Flat cemetery, Kilbarry, Co. Waterford
Co. Waterford |
Burial Grounds
When a housing development was being planned on the western edge of a broad marshy basin at Kilbarry in County Waterford, archaeological excavations revealed something that had been lying quietly beneath the ground for thousands of years: a flat cemetery, so called because, unlike the mounded barrows or ring-ditches more commonly associated with prehistoric burial, it left no surface trace whatsoever. Nothing above the ground would ever have suggested what was there.
The excavations, carried out under licence in 2018 and published by Pollock in 2021, uncovered a cluster of burials spanning what appears to be a long stretch of prehistoric use. At the centre was a stone-lined cist, a small rectangular grave box roughly 0.85 metres long and 0.4 metres wide, missing its capstone and apparently robbed of its original occupant at some point in antiquity. The absence of cremated bone in the silt fill points to a crouched inhumation, the burial position typical of the Bronze Age in Ireland, where the body was laid on its side with the knees drawn up. Fragments of a Bronze Age vase urn were recovered from the fill, and a single sherd of Neolithic pottery turned up behind the cist, hinting at an even earlier human presence on the spot. Less than two metres to the south-west, a pit burial held the cremated remains of what was mostly an adult, placed inside an upright urn that had been truncated almost to its base. Mingled in with the adult bone were teeth consistent with a juvenile, possibly some animal fragments, and a bipolar flint core, a piece of worked stone used as a tool. Seven metres further west, a second cremation, the burnt bones of a young adult aged roughly twenty to forty years and possibly a juvenile, lay in a shallow oval pit barely five centimetres deep. Some thirty metres to the south, three small pits containing scorched soil and a possible mix of burnt human and animal bone may represent an even earlier phase of activity on the site.
The cemetery sits approximately 130 metres north-west of Kilbarry church and its associated graveyard, a site later connected to a Knights Templar preceptory and the manorial centre that grew up around it. The proximity is probably coincidental rather than continuous, but it gives the landscape an uncommon depth: Bronze Age cremations, a robbed-out cist, and a medieval military-religious order, all within a short walk of one another across what was once marshy ground.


▶ **Exercise brief**: Your response should be every line from the entries that includes the string "Output".

### Source records ###

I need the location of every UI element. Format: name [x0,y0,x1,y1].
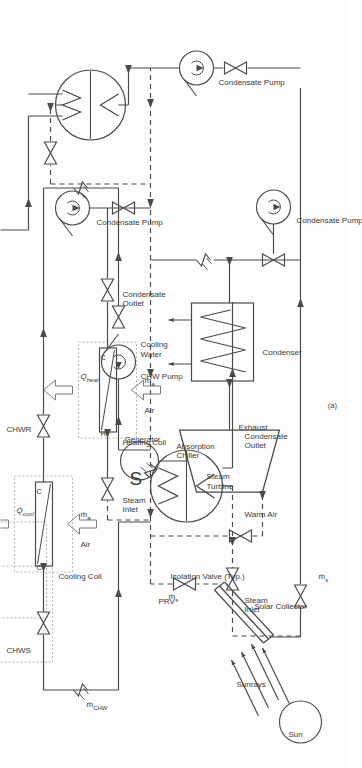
label-sunrays: Sunrays [236,680,265,689]
label-solar-collector-text: Solar Collector [254,602,306,611]
figure-caption: (a) [328,401,337,410]
figure-caption-text: (a) [328,401,337,410]
label-m-steam-collector-2: ṁs [168,592,178,603]
label-sun: Sun [288,730,302,739]
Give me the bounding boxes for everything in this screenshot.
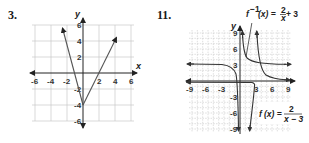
x-tick: -4 bbox=[47, 77, 55, 86]
y-tick: -4 bbox=[74, 101, 82, 110]
y-tick: 4 bbox=[77, 37, 82, 46]
y-tick: 3 bbox=[233, 61, 238, 70]
annotation-f-inverse: f −1 (x) = 2 x + 3 bbox=[244, 4, 304, 23]
x-tick: 9 bbox=[286, 85, 291, 94]
svg-text:2: 2 bbox=[289, 104, 294, 114]
x-axis-label-3: x bbox=[135, 61, 142, 71]
y-tick: 6 bbox=[233, 45, 238, 54]
svg-text:+ 3: + 3 bbox=[286, 9, 298, 19]
x-tick: -2 bbox=[63, 77, 71, 86]
x-tick: -3 bbox=[218, 85, 226, 94]
y-tick: 9 bbox=[233, 29, 238, 38]
y-tick: -3 bbox=[230, 93, 238, 102]
x-tick: 6 bbox=[270, 85, 275, 94]
annotation-f: f (x) = 2 x − 3 bbox=[258, 102, 306, 124]
charts-canvas: x y -6 -4 -2 2 4 6 6 4 2 -2 -4 -6 bbox=[0, 0, 309, 143]
series-right-ray bbox=[83, 38, 117, 106]
svg-text:(x) =: (x) = bbox=[258, 9, 276, 19]
y-tick: -9 bbox=[230, 125, 238, 134]
y-tick: 2 bbox=[77, 53, 82, 62]
svg-text:x − 3: x − 3 bbox=[283, 114, 303, 124]
x-tick: 4 bbox=[113, 77, 118, 86]
y-tick: 6 bbox=[77, 21, 82, 30]
y-tick: -6 bbox=[74, 117, 82, 126]
y-tick: -6 bbox=[230, 109, 238, 118]
graph-3: x y -6 -4 -2 2 4 6 6 4 2 -2 -4 -6 bbox=[30, 9, 142, 128]
x-tick: 2 bbox=[97, 77, 102, 86]
svg-text:(x) =: (x) = bbox=[264, 109, 282, 119]
x-tick: -9 bbox=[186, 85, 194, 94]
x-tick: 6 bbox=[129, 77, 134, 86]
x-tick: -6 bbox=[31, 77, 39, 86]
y-axis-label-3: y bbox=[74, 9, 81, 19]
x-tick: -6 bbox=[202, 85, 210, 94]
graph-11: y -9 -6 -3 3 6 9 9 6 3 -3 -6 -9 f bbox=[186, 4, 306, 134]
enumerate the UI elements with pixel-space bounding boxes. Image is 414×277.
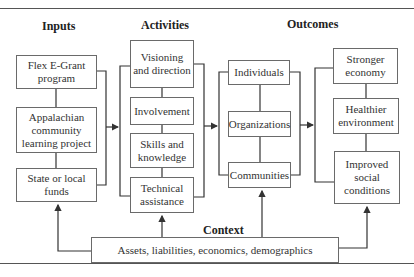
input-box-appalachian: Appalachian community learning project xyxy=(16,107,97,153)
outcome-box-communities: Communities xyxy=(228,162,291,188)
activities-header: Activities xyxy=(141,18,189,33)
result-box-improved-social: Improved social conditions xyxy=(334,151,400,204)
context-box: Assets, liabilities, economics, demograp… xyxy=(91,237,339,263)
result-box-healthier-environment: Healthier environment xyxy=(333,98,399,134)
outcome-box-organizations: Organizations xyxy=(228,111,291,137)
outcome-box-individuals: Individuals xyxy=(228,60,290,85)
input-box-flex-e-grant: Flex E-Grant program xyxy=(16,55,97,89)
activity-box-skills: Skills and knowledge xyxy=(130,133,194,168)
activity-box-technical: Technical assistance xyxy=(130,177,194,213)
outcomes-header: Outcomes xyxy=(287,17,338,32)
context-header: Context xyxy=(203,223,244,238)
inputs-header: Inputs xyxy=(42,19,75,34)
input-box-state-local-funds: State or local funds xyxy=(16,168,97,202)
result-box-stronger-economy: Stronger economy xyxy=(333,48,398,84)
activity-box-visioning: Visioning and direction xyxy=(130,40,194,88)
activity-box-involvement: Involvement xyxy=(130,97,194,125)
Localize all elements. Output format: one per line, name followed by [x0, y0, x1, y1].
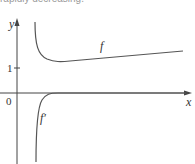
- curve-f: [35, 22, 183, 62]
- graph: [0, 0, 195, 164]
- curve-f-label: f: [100, 40, 103, 52]
- y-axis-arrow-icon: [15, 18, 20, 26]
- curve-f-prime-label: f′: [40, 112, 46, 124]
- y-axis-label: y: [9, 18, 14, 30]
- origin-label: 0: [6, 96, 12, 107]
- x-axis-label: x: [186, 96, 191, 108]
- y-tick-label: 1: [7, 63, 13, 74]
- curve-f-prime: [36, 93, 186, 162]
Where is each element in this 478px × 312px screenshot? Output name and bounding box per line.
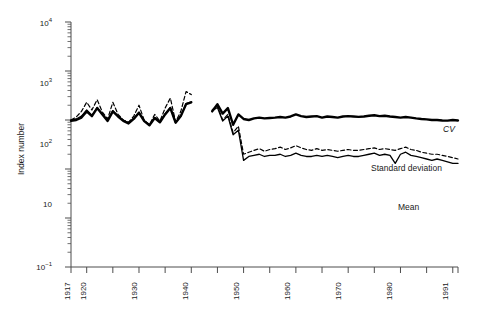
chart-figure: Index number 104 103 102 10 10−1 1917 19… [0,0,478,312]
plot-area [0,0,478,312]
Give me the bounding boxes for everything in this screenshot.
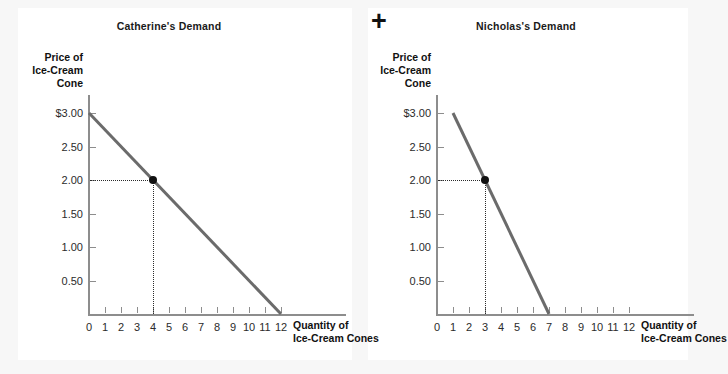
- demand-curve-layer: [364, 0, 728, 374]
- demand-curve: [453, 113, 549, 314]
- chart-catherines-demand: Catherine's Demand 0.501.001.502.002.50$…: [0, 0, 364, 374]
- demand-curve-layer: [0, 0, 364, 374]
- equilibrium-point-marker: [481, 176, 489, 184]
- equilibrium-point-marker: [149, 176, 157, 184]
- guide-line-horizontal: [90, 180, 154, 181]
- guide-line-vertical: [485, 180, 486, 314]
- guide-line-horizontal: [438, 180, 486, 181]
- chart-nicholas-demand: Nicholas's Demand 0.501.001.502.002.50$3…: [364, 0, 728, 374]
- guide-line-vertical: [153, 180, 154, 314]
- figure-stage: Catherine's Demand 0.501.001.502.002.50$…: [0, 0, 728, 374]
- demand-curve: [89, 113, 281, 314]
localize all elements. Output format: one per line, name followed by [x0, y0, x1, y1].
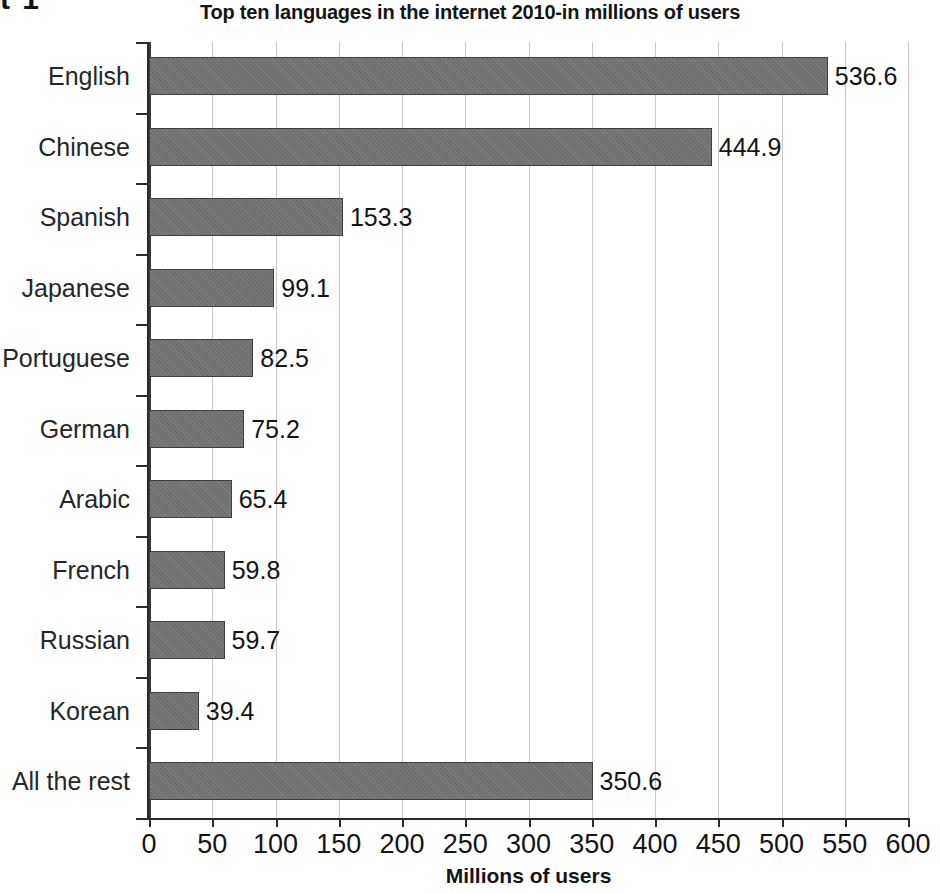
x-tick-250	[465, 818, 467, 827]
y-tick-10	[136, 818, 148, 820]
y-tick-7	[136, 606, 148, 608]
x-tick-350	[592, 818, 594, 827]
bar-english	[149, 57, 828, 95]
x-tick-450	[718, 818, 720, 827]
category-label-russian: Russian	[0, 606, 130, 674]
x-tick-600	[908, 818, 910, 827]
bar-row: 99.1	[149, 254, 908, 322]
category-label-french: French	[0, 536, 130, 604]
x-tick-150	[339, 818, 341, 827]
bar-value-all-the-rest: 350.6	[593, 762, 663, 800]
category-label-arabic: Arabic	[0, 465, 130, 533]
x-tick-100	[276, 818, 278, 827]
bar-value-chinese: 444.9	[712, 128, 782, 166]
category-label-chinese: Chinese	[0, 113, 130, 181]
x-tick-label-350: 350	[569, 829, 614, 860]
y-tick-2	[136, 254, 148, 256]
bar-row: 59.8	[149, 536, 908, 604]
bar-chart: Millions of users 0501001502002503003504…	[0, 0, 940, 893]
bar-value-german: 75.2	[244, 410, 300, 448]
y-tick-0	[136, 113, 148, 115]
x-tick-label-50: 50	[197, 829, 227, 860]
x-tick-label-450: 450	[696, 829, 741, 860]
bar-row: 82.5	[149, 324, 908, 392]
bar-korean	[149, 692, 199, 730]
y-tick-8	[136, 677, 148, 679]
category-label-portuguese: Portuguese	[0, 324, 130, 392]
x-tick-label-400: 400	[632, 829, 677, 860]
x-tick-label-0: 0	[141, 829, 156, 860]
bar-spanish	[149, 198, 343, 236]
x-tick-0	[149, 818, 151, 827]
x-tick-50	[212, 818, 214, 827]
x-tick-label-150: 150	[316, 829, 361, 860]
bar-russian	[149, 621, 225, 659]
x-tick-label-500: 500	[759, 829, 804, 860]
y-tick-top	[136, 42, 148, 44]
y-tick-9	[136, 747, 148, 749]
bar-row: 59.7	[149, 606, 908, 674]
x-tick-label-200: 200	[379, 829, 424, 860]
bar-row: 444.9	[149, 113, 908, 181]
category-label-all-the-rest: All the rest	[0, 747, 130, 815]
gridline-600	[908, 42, 909, 818]
category-label-japanese: Japanese	[0, 254, 130, 322]
bar-french	[149, 551, 225, 589]
bar-value-portuguese: 82.5	[253, 339, 309, 377]
x-tick-300	[529, 818, 531, 827]
x-axis-title: Millions of users	[149, 864, 908, 888]
y-tick-6	[136, 536, 148, 538]
x-tick-400	[655, 818, 657, 827]
x-tick-label-250: 250	[443, 829, 488, 860]
bar-portuguese	[149, 339, 253, 377]
bar-value-korean: 39.4	[199, 692, 255, 730]
category-label-korean: Korean	[0, 677, 130, 745]
bar-value-french: 59.8	[225, 551, 281, 589]
y-tick-5	[136, 465, 148, 467]
category-label-german: German	[0, 395, 130, 463]
bar-value-japanese: 99.1	[274, 269, 330, 307]
bar-value-arabic: 65.4	[232, 480, 288, 518]
y-tick-4	[136, 395, 148, 397]
bar-value-english: 536.6	[828, 57, 898, 95]
bar-value-spanish: 153.3	[343, 198, 413, 236]
x-tick-label-600: 600	[885, 829, 930, 860]
x-tick-200	[402, 818, 404, 827]
category-label-english: English	[0, 42, 130, 110]
y-tick-1	[136, 183, 148, 185]
bar-row: 153.3	[149, 183, 908, 251]
x-tick-550	[845, 818, 847, 827]
bar-row: 75.2	[149, 395, 908, 463]
x-tick-500	[782, 818, 784, 827]
bar-value-russian: 59.7	[225, 621, 281, 659]
bar-chinese	[149, 128, 712, 166]
x-tick-label-100: 100	[253, 829, 298, 860]
bar-german	[149, 410, 244, 448]
bar-all-the-rest	[149, 762, 593, 800]
bar-arabic	[149, 480, 232, 518]
bar-row: 39.4	[149, 677, 908, 745]
category-label-spanish: Spanish	[0, 183, 130, 251]
y-tick-3	[136, 324, 148, 326]
bar-row: 65.4	[149, 465, 908, 533]
x-tick-label-300: 300	[506, 829, 551, 860]
bar-row: 536.6	[149, 42, 908, 110]
x-tick-label-550: 550	[822, 829, 867, 860]
bar-row: 350.6	[149, 747, 908, 815]
bar-japanese	[149, 269, 274, 307]
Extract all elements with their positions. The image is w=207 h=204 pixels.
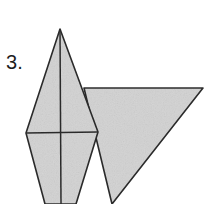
figure-canvas: 3. [0,0,207,204]
shape-kite [26,29,98,204]
kite-fill [26,29,98,204]
kite-horizontal-diagonal-line [26,132,98,133]
shape-right-triangle [84,88,203,204]
right-triangle-fill [84,88,203,204]
figure-item-label: 3. [6,51,23,73]
geometry-figure [0,0,207,204]
kite-vertical-axis-line [60,29,61,204]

###

▶ **Exercise result**:
Localize all elements. Output format: one per line, name followed by [x0, y0, x1, y1].
Where is each element in this 478px × 312px screenshot? Output name and bounding box per line.
localize all elements. Output format: one per line, name followed by [x0, y0, x1, y1].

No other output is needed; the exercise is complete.